RegionsFitch Expects EMEA Corporate Downgrades to Outnumber Upgrades in 2013

Fitch Expects EMEA Corporate Downgrades to Outnumber Upgrades in 2013

Europe, Middle East and Africa (EMEA) corporates’ cautious financial strategies are of less and less help in avoiding downgrades, according to Fitch Ratings. The credit ratings agency (CRA) expects downgrades to outnumber upgrades among Fitch-rated EMEA corporates in 2013.

Fitch reports that the trailing three-month aggregate of revisions to outlooks and rating watches, traditionally a fairly good predictor of future rating changes, dropped towards the end of 2012. This suggests that rating actions will remain net negative in 2013. In addition, the trend has been towards rating actions driven by weaker fundamental performance, rather than more aggressive financial policies, merger and acquisition (M&A) activity or capital expenditure (capex).

This limits event risk – financial policy has been a much bigger downgrade driver in the US, for example – but gives issuers less flexibility to avoid rating action, as 2012’s downgrade numbers (double those for 2011) illustrated.

Utilities and telecom companies accounted for 61% of downgrades in 2012 and the outlook for both sectors remains negative this year. For utilities this reflects weak fundamentals and regulatory pressure across most of the EU. Telecoms face a difficult mix of weaker consumer confidence and strong competitive pressure.

Other sectors with a negative rating outlook include European food retailers, where the biggest operators face a challenge to their business models from changing consumption patterns. Steel producers in western Europe also have a negative outlook due to low demand from the key construction and automotive markets.

CEE’s Fiscal Funding Needs below Eurozone’s

Separately, Fitch said that the larger Central and Eastern European (CEE-4) countries will need to borrow €86bn in 2013 to finance fiscal deficits and roll over existing debt. This equates to about 10% of gross domestic product (GDP), down from 12% in 2012, against a eurozone average of almost 15% of GDP in 2013.

In its report, entitled
‘2013 CEE Governments’ Funding Needs’
, the CRA said that all CEE-4 countries bar the Czech Republic (which was affected by a large one-off factor) are estimated to have run lower general government budget deficits in 2012 than in 2011. This reflects a strong commitment to fiscal consolidation, despite poor prospects for economic growth. In 2013 Fitch expects CEE-4 to run low budget deficits, partly reflecting enhanced fiscal surveillance at the EU level.

CEE-4 fiscal fundamentals stand in marked contrast to the eurozone, where deficits, debt and fiscal financing needs are significantly higher. Better fiscal fundamentals and ample international liquidity suggest CEE-4 should have little difficulty funding 2013 gross borrowing requirements (GBRs), barring major surprises. However, the eurozone outlook dominates and there are major uncertainties in relation to growth which in turn pose upside risks to CEE-4 budget deficits in 2013.

Providing some relief is a relatively light external foreign exchange (FX) bond redemption schedule. Poland and Czech Republic have carried out significant pre-financing of their 2013 GBRs. Hungary and Romania will be looking to refinance redemptions to official creditors in the market. Hungary successfully refinanced in the domestic market in 2012, but Fitch expects it to go to the international capital market in 2013.

Hungary and Romania owe large sums to the International Monetary Fund (IMF) from 2013, as the loans received during the 2008-09 global financial crisis come due. Romania’s relations with the Fund are good, and it is likely to obtain a new precautionary IMF deal when the current one expires in March 2013. Hungary’s relations with the IMF are poor and Fitch considers a new deal unlikely, barring limited external market access. The renewal of Poland’s Flexible Credit Line, worth around US$30bn and due to expire in early 2013, would represent an important backstop in the event of market turbulence.

Fitch maintains stable outlooks on the CEE-4. Market perceptions of CEE-4 sovereign risk, as captured by credit default swap (CDS)-implied ratings calculated by Fitch Solutions, improved over 2012, outperforming eurozone peripherals in some cases, and all CEE-4 enjoyed significant yield compression. Major central banks’ liquidity operations played a key role in easing risk aversion, but so did resolute commitment to fiscal consolidation. Combined with Fitch’s assessment of GBRs, this would suggest that CEE-4 sovereign ratings are unlikely to change in 2013.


REQUIREMENT:
Among the lines below, some may contain the string "item". Say how many do, and give nothing besides the number.

TASK DATA:
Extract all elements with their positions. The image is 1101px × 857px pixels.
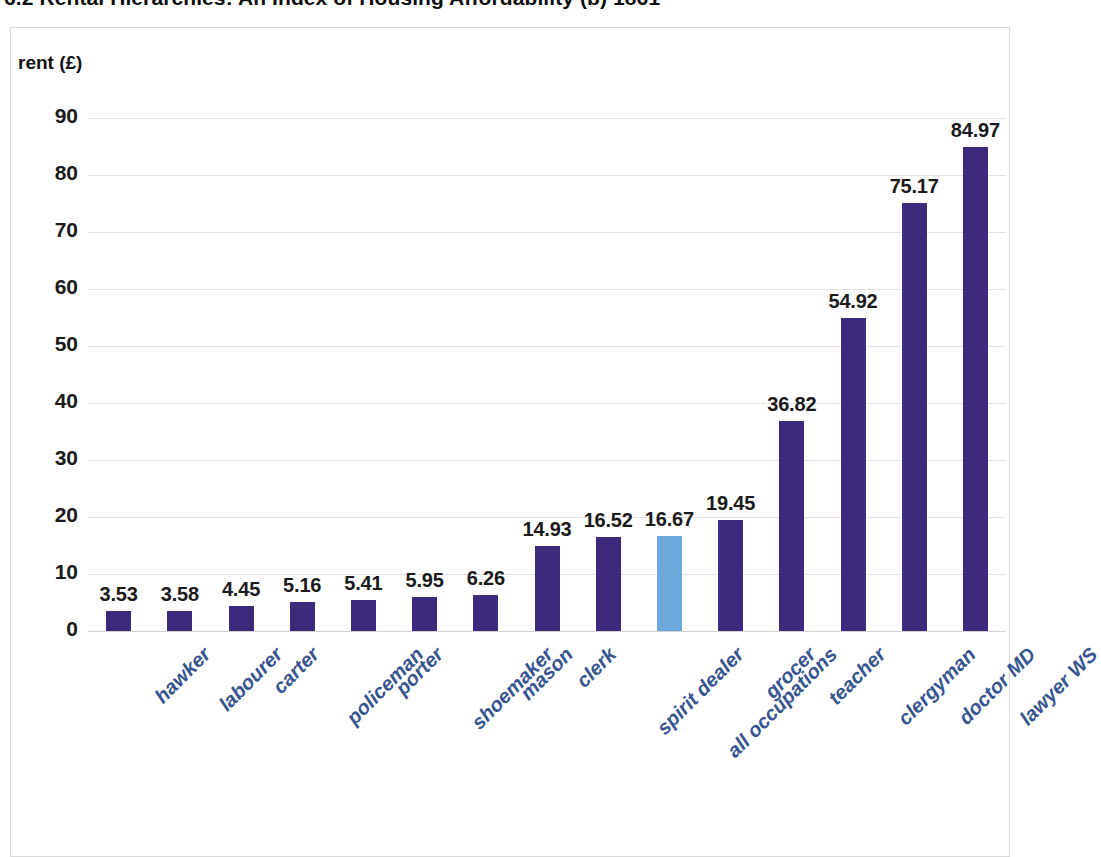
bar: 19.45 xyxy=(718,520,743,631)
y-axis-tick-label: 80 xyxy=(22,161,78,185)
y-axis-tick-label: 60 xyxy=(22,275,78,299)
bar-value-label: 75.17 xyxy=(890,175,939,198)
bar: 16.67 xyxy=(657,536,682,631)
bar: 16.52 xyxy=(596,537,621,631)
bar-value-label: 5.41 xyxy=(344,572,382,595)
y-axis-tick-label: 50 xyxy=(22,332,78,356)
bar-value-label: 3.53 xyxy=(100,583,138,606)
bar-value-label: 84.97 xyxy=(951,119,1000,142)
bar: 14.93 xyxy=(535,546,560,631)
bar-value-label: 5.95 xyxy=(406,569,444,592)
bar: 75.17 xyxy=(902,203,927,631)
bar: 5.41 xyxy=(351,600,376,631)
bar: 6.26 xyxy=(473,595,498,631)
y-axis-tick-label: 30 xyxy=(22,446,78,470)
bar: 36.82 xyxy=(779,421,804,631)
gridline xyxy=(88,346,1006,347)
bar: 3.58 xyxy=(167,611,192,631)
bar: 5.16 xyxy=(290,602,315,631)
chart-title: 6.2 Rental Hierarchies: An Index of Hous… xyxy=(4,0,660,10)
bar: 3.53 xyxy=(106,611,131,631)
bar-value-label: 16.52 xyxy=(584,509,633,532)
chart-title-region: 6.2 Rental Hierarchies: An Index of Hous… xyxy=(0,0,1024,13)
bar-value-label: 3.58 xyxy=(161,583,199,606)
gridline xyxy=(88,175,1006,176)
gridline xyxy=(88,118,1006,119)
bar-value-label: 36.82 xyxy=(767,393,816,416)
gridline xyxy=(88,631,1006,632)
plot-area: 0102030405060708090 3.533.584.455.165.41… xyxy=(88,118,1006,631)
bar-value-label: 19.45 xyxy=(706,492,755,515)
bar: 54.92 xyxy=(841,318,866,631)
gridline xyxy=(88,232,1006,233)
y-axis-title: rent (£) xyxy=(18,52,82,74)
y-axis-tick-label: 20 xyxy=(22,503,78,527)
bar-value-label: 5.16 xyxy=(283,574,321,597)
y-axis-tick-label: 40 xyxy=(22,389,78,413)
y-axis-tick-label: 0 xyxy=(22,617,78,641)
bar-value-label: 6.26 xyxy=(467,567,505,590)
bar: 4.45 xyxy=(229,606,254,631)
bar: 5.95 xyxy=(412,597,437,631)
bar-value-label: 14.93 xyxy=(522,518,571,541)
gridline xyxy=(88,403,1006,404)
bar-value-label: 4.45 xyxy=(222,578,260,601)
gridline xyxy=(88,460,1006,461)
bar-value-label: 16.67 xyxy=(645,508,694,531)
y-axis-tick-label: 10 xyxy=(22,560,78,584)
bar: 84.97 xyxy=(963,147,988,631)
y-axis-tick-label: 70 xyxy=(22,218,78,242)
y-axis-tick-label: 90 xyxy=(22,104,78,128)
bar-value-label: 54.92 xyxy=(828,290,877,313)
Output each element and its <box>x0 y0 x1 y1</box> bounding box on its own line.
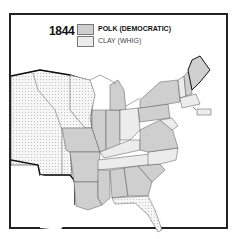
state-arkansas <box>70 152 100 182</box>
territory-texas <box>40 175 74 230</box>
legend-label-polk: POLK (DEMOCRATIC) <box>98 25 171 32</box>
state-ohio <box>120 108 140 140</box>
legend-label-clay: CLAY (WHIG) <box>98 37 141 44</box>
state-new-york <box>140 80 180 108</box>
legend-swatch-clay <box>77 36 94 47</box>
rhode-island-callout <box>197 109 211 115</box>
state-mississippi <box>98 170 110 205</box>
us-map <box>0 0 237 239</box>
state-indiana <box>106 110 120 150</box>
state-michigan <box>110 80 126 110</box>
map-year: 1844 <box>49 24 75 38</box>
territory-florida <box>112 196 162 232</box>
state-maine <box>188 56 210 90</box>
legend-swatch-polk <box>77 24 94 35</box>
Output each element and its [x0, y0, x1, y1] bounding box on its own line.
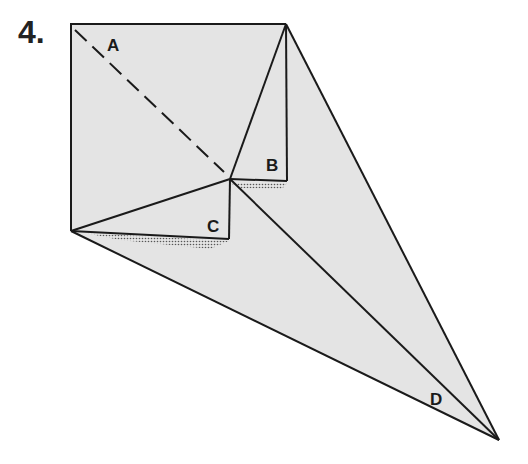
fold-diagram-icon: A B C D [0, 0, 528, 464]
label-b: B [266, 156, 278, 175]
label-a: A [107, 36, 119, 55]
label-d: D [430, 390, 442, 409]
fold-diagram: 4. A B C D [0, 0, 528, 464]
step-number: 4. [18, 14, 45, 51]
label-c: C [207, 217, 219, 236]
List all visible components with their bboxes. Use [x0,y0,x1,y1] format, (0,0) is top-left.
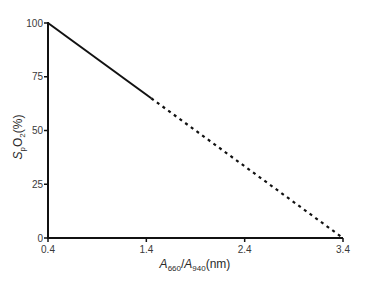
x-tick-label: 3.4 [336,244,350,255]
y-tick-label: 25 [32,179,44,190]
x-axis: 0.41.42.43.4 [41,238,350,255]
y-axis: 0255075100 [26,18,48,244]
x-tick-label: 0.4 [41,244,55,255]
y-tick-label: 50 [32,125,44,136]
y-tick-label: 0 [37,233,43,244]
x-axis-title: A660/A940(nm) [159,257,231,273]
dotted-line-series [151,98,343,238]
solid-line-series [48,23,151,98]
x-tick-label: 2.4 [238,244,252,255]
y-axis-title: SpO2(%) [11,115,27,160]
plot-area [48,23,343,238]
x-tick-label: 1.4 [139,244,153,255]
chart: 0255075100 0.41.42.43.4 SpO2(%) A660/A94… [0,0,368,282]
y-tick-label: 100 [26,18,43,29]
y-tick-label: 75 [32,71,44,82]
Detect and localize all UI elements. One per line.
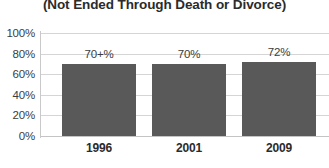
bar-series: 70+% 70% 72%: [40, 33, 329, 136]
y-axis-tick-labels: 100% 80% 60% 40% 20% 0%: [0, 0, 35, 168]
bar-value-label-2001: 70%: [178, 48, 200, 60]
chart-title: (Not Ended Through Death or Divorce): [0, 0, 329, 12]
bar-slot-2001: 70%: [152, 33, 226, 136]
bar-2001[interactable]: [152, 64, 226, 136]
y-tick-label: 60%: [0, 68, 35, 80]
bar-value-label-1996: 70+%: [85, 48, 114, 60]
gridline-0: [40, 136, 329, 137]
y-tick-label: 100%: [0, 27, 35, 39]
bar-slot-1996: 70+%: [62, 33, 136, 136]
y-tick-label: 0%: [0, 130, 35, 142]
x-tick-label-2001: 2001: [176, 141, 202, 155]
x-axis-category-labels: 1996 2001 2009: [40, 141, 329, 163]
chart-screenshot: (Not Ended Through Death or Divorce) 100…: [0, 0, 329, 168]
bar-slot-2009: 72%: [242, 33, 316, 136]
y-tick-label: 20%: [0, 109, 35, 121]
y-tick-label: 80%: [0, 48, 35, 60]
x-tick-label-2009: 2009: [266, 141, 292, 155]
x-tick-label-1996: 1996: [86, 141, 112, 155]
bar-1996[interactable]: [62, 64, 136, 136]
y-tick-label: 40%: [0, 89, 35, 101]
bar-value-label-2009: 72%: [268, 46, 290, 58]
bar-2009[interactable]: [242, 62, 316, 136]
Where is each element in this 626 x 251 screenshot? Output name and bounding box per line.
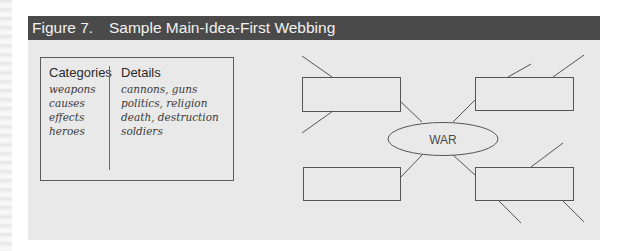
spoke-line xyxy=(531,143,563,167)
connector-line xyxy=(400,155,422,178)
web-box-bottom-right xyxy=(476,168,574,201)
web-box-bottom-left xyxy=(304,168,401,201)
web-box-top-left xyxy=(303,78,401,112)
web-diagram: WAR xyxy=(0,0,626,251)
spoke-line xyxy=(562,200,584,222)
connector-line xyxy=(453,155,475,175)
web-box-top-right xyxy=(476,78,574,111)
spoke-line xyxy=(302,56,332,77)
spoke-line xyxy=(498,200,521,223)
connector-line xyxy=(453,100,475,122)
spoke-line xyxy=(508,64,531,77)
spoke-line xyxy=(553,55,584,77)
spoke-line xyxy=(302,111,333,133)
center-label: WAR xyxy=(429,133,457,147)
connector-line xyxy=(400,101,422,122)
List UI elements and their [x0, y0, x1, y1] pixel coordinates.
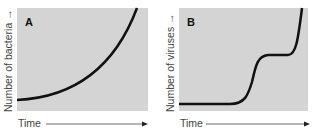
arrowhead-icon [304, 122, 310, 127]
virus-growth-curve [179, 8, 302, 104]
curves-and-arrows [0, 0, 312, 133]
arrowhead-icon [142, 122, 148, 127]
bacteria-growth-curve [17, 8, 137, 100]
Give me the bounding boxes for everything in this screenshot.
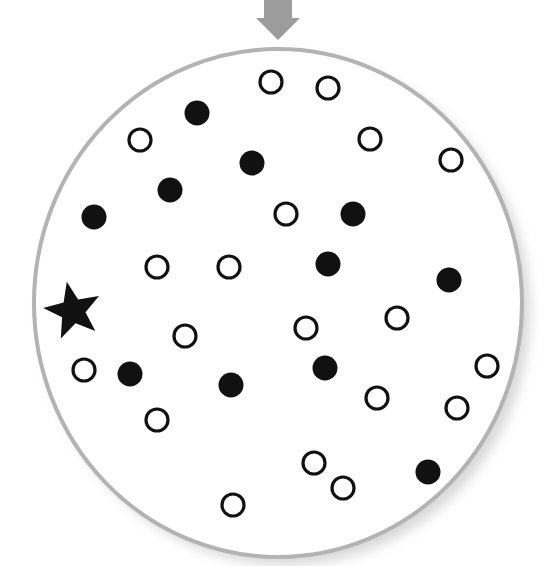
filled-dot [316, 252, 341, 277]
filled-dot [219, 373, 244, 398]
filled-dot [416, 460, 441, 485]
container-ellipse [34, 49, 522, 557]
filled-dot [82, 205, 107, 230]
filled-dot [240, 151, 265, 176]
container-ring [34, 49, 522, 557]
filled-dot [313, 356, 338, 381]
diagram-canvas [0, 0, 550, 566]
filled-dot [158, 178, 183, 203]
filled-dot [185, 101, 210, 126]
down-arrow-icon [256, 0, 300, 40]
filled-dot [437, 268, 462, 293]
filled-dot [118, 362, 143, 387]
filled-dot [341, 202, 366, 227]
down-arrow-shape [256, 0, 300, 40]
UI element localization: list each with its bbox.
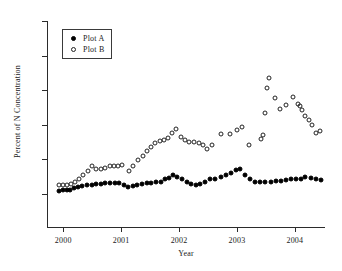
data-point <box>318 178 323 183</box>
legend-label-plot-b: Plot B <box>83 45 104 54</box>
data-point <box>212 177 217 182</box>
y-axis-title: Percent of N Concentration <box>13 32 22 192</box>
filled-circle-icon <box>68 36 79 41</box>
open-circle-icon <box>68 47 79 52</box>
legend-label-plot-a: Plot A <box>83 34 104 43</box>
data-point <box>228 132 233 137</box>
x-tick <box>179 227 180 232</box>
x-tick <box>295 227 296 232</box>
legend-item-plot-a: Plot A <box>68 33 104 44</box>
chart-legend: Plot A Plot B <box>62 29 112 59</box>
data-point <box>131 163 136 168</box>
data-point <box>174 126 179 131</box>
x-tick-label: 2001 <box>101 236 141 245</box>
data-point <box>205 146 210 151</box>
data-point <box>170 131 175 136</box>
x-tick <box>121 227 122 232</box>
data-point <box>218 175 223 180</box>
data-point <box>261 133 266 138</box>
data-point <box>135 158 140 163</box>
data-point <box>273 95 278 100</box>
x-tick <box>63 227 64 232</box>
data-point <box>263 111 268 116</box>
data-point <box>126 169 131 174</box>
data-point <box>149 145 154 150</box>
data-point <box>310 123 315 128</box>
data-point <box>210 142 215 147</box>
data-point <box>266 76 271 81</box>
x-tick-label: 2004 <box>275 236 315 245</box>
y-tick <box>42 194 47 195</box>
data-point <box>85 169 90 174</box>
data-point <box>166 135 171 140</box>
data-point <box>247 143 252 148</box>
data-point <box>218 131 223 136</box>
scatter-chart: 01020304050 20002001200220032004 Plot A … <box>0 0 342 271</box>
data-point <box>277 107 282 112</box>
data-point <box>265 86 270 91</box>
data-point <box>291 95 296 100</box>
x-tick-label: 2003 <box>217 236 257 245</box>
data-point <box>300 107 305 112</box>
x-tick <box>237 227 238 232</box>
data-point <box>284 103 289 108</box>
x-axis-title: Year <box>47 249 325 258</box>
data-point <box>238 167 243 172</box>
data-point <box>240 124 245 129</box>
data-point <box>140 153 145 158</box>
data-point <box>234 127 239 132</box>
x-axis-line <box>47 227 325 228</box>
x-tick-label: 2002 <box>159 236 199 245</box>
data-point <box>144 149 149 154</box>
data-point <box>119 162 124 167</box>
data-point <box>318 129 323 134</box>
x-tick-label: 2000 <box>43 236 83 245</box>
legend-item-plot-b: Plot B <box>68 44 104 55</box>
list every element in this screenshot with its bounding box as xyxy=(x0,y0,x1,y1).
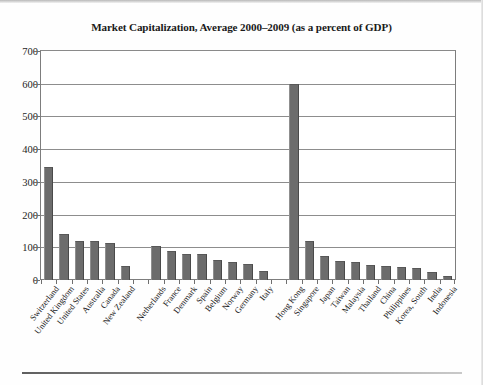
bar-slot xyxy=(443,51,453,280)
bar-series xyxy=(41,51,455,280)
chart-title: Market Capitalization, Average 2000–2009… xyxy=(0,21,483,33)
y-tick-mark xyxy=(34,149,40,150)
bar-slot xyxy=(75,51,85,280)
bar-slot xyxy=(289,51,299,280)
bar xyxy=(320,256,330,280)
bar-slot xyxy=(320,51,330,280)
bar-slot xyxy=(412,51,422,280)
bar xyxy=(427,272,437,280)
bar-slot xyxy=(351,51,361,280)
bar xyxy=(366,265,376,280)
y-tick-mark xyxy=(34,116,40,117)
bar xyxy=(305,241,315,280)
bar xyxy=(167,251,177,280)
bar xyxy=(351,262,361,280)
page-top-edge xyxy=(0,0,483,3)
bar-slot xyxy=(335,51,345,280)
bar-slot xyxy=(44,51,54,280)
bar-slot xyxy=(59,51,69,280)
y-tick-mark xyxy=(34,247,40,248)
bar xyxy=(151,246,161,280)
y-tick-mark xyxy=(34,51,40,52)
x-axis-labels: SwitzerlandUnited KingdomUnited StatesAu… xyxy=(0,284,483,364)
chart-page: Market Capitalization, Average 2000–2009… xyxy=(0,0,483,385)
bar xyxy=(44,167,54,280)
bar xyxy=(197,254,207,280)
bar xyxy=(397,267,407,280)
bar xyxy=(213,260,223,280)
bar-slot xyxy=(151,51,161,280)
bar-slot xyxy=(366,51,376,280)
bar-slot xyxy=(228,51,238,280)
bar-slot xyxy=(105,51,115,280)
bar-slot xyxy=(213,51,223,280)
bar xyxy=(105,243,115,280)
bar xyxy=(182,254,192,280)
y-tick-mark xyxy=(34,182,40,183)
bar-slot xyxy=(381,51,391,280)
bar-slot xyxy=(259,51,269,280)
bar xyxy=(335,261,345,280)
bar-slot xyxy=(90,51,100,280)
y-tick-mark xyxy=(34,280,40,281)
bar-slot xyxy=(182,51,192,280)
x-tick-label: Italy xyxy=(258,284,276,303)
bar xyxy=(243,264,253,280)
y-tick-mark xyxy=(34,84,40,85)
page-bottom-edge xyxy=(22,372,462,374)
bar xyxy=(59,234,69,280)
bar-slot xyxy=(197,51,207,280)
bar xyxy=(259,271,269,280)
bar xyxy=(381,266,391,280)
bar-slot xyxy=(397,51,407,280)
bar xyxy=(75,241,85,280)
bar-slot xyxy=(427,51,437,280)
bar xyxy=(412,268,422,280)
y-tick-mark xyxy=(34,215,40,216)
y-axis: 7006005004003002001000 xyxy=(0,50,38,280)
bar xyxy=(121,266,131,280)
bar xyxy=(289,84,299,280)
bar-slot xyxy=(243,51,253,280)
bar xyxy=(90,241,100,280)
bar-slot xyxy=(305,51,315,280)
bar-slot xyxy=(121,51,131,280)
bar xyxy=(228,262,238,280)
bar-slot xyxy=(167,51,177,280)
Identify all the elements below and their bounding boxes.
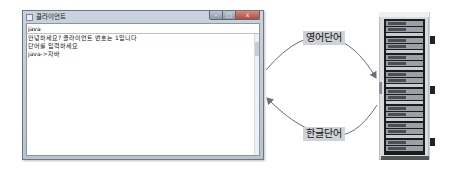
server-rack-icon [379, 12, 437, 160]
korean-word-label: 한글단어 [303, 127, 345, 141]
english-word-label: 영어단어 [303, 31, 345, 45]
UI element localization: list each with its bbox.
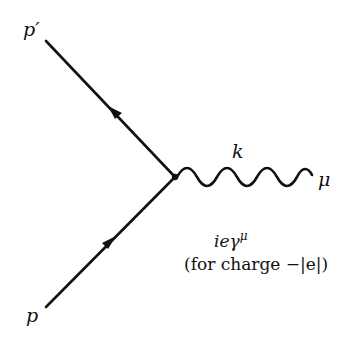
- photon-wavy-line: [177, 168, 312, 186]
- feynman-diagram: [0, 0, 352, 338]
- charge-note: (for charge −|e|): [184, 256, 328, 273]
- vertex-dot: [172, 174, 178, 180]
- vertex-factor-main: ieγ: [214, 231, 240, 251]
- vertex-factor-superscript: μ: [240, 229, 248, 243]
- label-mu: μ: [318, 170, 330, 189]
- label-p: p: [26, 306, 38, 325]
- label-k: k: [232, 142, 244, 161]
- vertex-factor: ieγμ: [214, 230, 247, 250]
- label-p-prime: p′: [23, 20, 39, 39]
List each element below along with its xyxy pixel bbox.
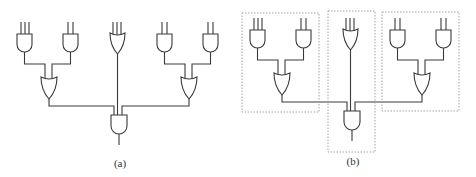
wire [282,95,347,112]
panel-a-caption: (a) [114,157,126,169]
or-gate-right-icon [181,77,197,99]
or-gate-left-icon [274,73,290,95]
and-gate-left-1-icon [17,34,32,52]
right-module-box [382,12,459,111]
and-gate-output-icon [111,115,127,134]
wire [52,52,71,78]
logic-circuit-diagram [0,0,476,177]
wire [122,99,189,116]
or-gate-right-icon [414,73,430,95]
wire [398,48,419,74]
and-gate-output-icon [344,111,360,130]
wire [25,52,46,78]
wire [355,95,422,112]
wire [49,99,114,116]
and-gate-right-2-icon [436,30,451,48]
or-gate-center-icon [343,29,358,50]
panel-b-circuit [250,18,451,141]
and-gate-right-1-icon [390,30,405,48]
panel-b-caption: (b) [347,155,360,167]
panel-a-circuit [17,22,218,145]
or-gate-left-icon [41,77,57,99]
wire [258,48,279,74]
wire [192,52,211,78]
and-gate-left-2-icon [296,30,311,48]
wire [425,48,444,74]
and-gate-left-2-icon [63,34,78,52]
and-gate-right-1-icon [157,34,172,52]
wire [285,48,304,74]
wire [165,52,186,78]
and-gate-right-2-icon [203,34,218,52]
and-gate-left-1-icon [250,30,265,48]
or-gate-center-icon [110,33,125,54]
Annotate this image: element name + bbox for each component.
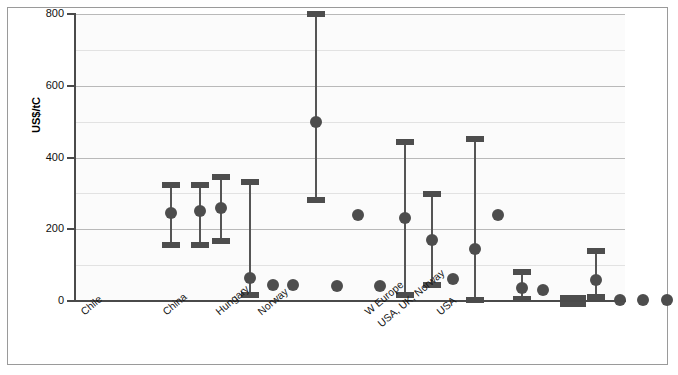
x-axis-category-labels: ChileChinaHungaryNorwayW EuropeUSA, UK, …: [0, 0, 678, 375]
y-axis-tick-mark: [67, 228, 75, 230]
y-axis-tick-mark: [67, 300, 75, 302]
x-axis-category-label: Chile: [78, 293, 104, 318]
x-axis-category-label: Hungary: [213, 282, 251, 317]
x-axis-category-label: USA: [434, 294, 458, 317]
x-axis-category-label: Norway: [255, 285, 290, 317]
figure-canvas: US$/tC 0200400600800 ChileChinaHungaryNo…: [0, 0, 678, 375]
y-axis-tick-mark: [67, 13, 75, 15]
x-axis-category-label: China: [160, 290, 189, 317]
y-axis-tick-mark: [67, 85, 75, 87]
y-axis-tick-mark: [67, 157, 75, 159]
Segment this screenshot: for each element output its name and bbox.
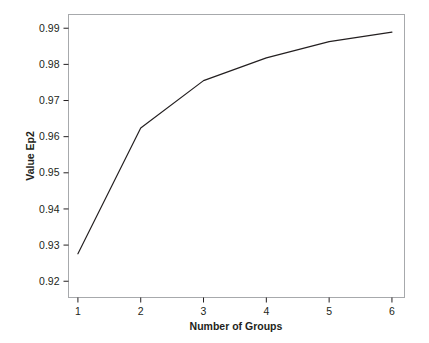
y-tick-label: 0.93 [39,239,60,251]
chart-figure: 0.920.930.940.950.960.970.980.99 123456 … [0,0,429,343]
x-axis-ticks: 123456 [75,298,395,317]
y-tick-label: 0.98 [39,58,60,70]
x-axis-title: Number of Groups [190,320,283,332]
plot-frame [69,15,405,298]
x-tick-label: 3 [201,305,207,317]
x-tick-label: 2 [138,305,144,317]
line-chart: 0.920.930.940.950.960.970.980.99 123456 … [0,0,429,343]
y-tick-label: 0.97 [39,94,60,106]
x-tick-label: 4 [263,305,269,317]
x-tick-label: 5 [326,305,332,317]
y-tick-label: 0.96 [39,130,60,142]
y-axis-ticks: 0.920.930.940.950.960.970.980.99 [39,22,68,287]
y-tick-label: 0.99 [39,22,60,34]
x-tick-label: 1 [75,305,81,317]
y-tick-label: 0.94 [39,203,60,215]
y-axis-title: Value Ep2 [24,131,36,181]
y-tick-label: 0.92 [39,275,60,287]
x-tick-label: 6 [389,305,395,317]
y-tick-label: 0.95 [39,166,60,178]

RESULT FOR THIS TASK:
2